## Exercise prompt
When the listing has been read, print it out again in full, word for word.

## The data
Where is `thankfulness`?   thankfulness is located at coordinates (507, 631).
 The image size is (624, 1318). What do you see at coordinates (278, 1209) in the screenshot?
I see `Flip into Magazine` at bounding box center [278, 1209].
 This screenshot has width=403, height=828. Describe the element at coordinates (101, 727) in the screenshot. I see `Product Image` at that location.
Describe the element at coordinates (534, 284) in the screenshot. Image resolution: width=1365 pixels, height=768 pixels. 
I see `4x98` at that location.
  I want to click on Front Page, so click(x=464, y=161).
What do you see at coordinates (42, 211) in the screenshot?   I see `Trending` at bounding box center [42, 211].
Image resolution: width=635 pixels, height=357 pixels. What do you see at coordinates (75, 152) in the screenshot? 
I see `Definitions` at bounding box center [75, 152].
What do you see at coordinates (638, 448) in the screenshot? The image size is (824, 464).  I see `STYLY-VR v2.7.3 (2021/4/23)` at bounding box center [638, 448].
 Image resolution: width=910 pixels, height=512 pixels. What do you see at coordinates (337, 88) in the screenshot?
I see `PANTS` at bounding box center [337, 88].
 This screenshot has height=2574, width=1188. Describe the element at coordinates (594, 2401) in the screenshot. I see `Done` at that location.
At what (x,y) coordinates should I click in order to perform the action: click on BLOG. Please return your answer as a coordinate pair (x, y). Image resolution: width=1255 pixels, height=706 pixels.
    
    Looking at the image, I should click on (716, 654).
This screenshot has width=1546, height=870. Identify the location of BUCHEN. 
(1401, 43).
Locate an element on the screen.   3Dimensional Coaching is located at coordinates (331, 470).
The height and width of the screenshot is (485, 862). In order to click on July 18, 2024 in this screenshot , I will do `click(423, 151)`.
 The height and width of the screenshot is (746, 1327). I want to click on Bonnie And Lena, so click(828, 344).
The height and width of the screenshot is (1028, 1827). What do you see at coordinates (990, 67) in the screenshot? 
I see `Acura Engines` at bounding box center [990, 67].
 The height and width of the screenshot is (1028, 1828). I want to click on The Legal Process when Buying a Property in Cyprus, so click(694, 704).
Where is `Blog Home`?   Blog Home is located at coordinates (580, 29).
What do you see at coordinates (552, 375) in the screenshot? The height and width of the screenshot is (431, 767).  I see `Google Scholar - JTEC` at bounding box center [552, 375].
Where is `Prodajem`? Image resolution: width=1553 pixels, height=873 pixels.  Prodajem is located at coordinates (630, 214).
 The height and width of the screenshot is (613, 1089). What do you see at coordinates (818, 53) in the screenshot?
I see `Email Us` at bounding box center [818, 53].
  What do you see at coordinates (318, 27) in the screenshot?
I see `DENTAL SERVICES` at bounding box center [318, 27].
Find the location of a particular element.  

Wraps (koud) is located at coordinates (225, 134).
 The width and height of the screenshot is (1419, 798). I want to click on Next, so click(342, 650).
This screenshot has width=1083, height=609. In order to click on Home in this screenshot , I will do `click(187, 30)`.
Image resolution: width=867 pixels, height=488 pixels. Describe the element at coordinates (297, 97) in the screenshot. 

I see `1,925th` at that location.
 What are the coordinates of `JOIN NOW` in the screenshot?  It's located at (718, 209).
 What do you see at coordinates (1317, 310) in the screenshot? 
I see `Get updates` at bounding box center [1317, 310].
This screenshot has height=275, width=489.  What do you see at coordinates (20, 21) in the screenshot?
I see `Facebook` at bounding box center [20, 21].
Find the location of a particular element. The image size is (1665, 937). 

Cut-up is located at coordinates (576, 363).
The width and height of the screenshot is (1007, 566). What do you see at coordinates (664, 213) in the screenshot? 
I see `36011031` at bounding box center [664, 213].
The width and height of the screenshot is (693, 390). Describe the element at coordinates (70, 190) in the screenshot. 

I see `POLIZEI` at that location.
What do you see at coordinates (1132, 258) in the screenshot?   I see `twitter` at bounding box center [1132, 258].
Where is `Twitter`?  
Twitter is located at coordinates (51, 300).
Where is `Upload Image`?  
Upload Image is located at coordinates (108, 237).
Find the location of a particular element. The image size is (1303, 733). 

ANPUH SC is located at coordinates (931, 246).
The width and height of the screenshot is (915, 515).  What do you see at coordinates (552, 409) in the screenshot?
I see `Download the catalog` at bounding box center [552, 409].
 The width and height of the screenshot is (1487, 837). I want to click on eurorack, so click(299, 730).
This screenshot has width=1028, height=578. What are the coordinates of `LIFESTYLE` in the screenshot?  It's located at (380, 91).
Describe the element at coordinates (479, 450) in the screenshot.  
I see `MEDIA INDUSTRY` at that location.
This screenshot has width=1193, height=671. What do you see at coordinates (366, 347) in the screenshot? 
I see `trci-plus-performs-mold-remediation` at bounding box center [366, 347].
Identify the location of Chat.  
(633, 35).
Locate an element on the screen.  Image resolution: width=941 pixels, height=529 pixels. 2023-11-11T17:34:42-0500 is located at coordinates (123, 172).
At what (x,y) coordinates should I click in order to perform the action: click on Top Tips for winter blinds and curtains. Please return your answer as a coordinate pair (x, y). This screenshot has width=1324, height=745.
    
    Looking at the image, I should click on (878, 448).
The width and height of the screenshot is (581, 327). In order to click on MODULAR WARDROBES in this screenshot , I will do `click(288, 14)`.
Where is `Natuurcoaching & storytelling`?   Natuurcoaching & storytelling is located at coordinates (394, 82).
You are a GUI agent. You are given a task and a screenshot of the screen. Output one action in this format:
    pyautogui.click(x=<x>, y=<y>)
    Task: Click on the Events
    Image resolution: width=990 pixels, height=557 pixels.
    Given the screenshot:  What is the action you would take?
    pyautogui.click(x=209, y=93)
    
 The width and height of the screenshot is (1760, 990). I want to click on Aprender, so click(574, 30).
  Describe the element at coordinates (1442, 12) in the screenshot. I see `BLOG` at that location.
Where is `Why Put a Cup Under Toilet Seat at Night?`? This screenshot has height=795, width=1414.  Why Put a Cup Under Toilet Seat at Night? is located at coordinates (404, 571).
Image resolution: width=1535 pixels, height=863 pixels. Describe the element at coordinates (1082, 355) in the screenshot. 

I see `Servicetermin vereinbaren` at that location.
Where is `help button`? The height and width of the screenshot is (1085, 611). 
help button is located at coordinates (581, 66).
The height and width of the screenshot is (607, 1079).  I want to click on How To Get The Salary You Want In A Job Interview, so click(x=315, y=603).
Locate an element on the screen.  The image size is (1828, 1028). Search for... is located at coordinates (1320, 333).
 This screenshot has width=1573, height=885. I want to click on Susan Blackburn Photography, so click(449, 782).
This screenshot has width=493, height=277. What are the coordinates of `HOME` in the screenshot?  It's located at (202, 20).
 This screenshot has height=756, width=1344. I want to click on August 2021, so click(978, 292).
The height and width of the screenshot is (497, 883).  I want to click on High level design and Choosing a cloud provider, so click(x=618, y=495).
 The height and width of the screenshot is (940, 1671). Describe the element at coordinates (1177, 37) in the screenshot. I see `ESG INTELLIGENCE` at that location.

## Worked solution
Where is `thankfulness`?   thankfulness is located at coordinates (507, 631).
 The image size is (624, 1318). What do you see at coordinates (278, 1209) in the screenshot?
I see `Flip into Magazine` at bounding box center [278, 1209].
 This screenshot has width=403, height=828. Describe the element at coordinates (101, 727) in the screenshot. I see `Product Image` at that location.
Describe the element at coordinates (534, 284) in the screenshot. Image resolution: width=1365 pixels, height=768 pixels. 
I see `4x98` at that location.
  I want to click on Front Page, so click(x=464, y=161).
What do you see at coordinates (42, 211) in the screenshot?   I see `Trending` at bounding box center [42, 211].
Image resolution: width=635 pixels, height=357 pixels. What do you see at coordinates (75, 152) in the screenshot? 
I see `Definitions` at bounding box center [75, 152].
What do you see at coordinates (638, 448) in the screenshot? The image size is (824, 464).  I see `STYLY-VR v2.7.3 (2021/4/23)` at bounding box center [638, 448].
 Image resolution: width=910 pixels, height=512 pixels. What do you see at coordinates (337, 88) in the screenshot?
I see `PANTS` at bounding box center [337, 88].
 This screenshot has height=2574, width=1188. Describe the element at coordinates (594, 2401) in the screenshot. I see `Done` at that location.
At what (x,y) coordinates should I click in order to perform the action: click on BLOG. Please return your answer as a coordinate pair (x, y). Image resolution: width=1255 pixels, height=706 pixels.
    
    Looking at the image, I should click on (716, 654).
This screenshot has width=1546, height=870. Identify the location of BUCHEN. 
(1401, 43).
Locate an element on the screen.   3Dimensional Coaching is located at coordinates (331, 470).
The height and width of the screenshot is (485, 862). In order to click on July 18, 2024 in this screenshot , I will do `click(423, 151)`.
 The height and width of the screenshot is (746, 1327). I want to click on Bonnie And Lena, so click(828, 344).
The height and width of the screenshot is (1028, 1827). What do you see at coordinates (990, 67) in the screenshot? 
I see `Acura Engines` at bounding box center [990, 67].
 The height and width of the screenshot is (1028, 1828). I want to click on The Legal Process when Buying a Property in Cyprus, so click(694, 704).
Where is `Blog Home`?   Blog Home is located at coordinates (580, 29).
What do you see at coordinates (552, 375) in the screenshot? The height and width of the screenshot is (431, 767).  I see `Google Scholar - JTEC` at bounding box center [552, 375].
Where is `Prodajem`? Image resolution: width=1553 pixels, height=873 pixels.  Prodajem is located at coordinates (630, 214).
 The height and width of the screenshot is (613, 1089). What do you see at coordinates (818, 53) in the screenshot?
I see `Email Us` at bounding box center [818, 53].
  What do you see at coordinates (318, 27) in the screenshot?
I see `DENTAL SERVICES` at bounding box center [318, 27].
Find the location of a particular element.  

Wraps (koud) is located at coordinates (225, 134).
 The width and height of the screenshot is (1419, 798). I want to click on Next, so click(342, 650).
This screenshot has width=1083, height=609. In order to click on Home in this screenshot , I will do `click(187, 30)`.
Image resolution: width=867 pixels, height=488 pixels. Describe the element at coordinates (297, 97) in the screenshot. 

I see `1,925th` at that location.
 What are the coordinates of `JOIN NOW` in the screenshot?  It's located at (718, 209).
 What do you see at coordinates (1317, 310) in the screenshot? 
I see `Get updates` at bounding box center [1317, 310].
This screenshot has height=275, width=489.  What do you see at coordinates (20, 21) in the screenshot?
I see `Facebook` at bounding box center [20, 21].
Find the location of a particular element. The image size is (1665, 937). 

Cut-up is located at coordinates (576, 363).
The width and height of the screenshot is (1007, 566). What do you see at coordinates (664, 213) in the screenshot? 
I see `36011031` at bounding box center [664, 213].
The width and height of the screenshot is (693, 390). Describe the element at coordinates (70, 190) in the screenshot. 

I see `POLIZEI` at that location.
What do you see at coordinates (1132, 258) in the screenshot?   I see `twitter` at bounding box center [1132, 258].
Where is `Twitter`?  
Twitter is located at coordinates (51, 300).
Where is `Upload Image`?  
Upload Image is located at coordinates (108, 237).
Find the location of a particular element. The image size is (1303, 733). 

ANPUH SC is located at coordinates (931, 246).
The width and height of the screenshot is (915, 515).  What do you see at coordinates (552, 409) in the screenshot?
I see `Download the catalog` at bounding box center [552, 409].
 The width and height of the screenshot is (1487, 837). I want to click on eurorack, so click(299, 730).
This screenshot has width=1028, height=578. What are the coordinates of `LIFESTYLE` in the screenshot?  It's located at (380, 91).
Describe the element at coordinates (479, 450) in the screenshot.  
I see `MEDIA INDUSTRY` at that location.
This screenshot has width=1193, height=671. What do you see at coordinates (366, 347) in the screenshot? 
I see `trci-plus-performs-mold-remediation` at bounding box center [366, 347].
Identify the location of Chat.  
(633, 35).
Locate an element on the screen.  Image resolution: width=941 pixels, height=529 pixels. 2023-11-11T17:34:42-0500 is located at coordinates (123, 172).
At what (x,y) coordinates should I click in order to perform the action: click on Top Tips for winter blinds and curtains. Please return your answer as a coordinate pair (x, y). This screenshot has width=1324, height=745.
    
    Looking at the image, I should click on (878, 448).
The width and height of the screenshot is (581, 327). In order to click on MODULAR WARDROBES in this screenshot , I will do `click(288, 14)`.
Where is `Natuurcoaching & storytelling`?   Natuurcoaching & storytelling is located at coordinates (394, 82).
You are a GUI agent. You are given a task and a screenshot of the screen. Output one action in this format:
    pyautogui.click(x=<x>, y=<y>)
    Task: Click on the Events
    Image resolution: width=990 pixels, height=557 pixels.
    Given the screenshot:  What is the action you would take?
    pyautogui.click(x=209, y=93)
    
 The width and height of the screenshot is (1760, 990). I want to click on Aprender, so click(574, 30).
  Describe the element at coordinates (1442, 12) in the screenshot. I see `BLOG` at that location.
Where is `Why Put a Cup Under Toilet Seat at Night?`? This screenshot has height=795, width=1414.  Why Put a Cup Under Toilet Seat at Night? is located at coordinates (404, 571).
Image resolution: width=1535 pixels, height=863 pixels. Describe the element at coordinates (1082, 355) in the screenshot. 

I see `Servicetermin vereinbaren` at that location.
Where is `help button`? The height and width of the screenshot is (1085, 611). 
help button is located at coordinates (581, 66).
The height and width of the screenshot is (607, 1079).  I want to click on How To Get The Salary You Want In A Job Interview, so click(x=315, y=603).
Locate an element on the screen.  The image size is (1828, 1028). Search for... is located at coordinates (1320, 333).
 This screenshot has width=1573, height=885. I want to click on Susan Blackburn Photography, so click(449, 782).
This screenshot has width=493, height=277. What are the coordinates of `HOME` in the screenshot?  It's located at (202, 20).
 This screenshot has height=756, width=1344. I want to click on August 2021, so click(978, 292).
The height and width of the screenshot is (497, 883).  I want to click on High level design and Choosing a cloud provider, so click(x=618, y=495).
 The height and width of the screenshot is (940, 1671). Describe the element at coordinates (1177, 37) in the screenshot. I see `ESG INTELLIGENCE` at that location.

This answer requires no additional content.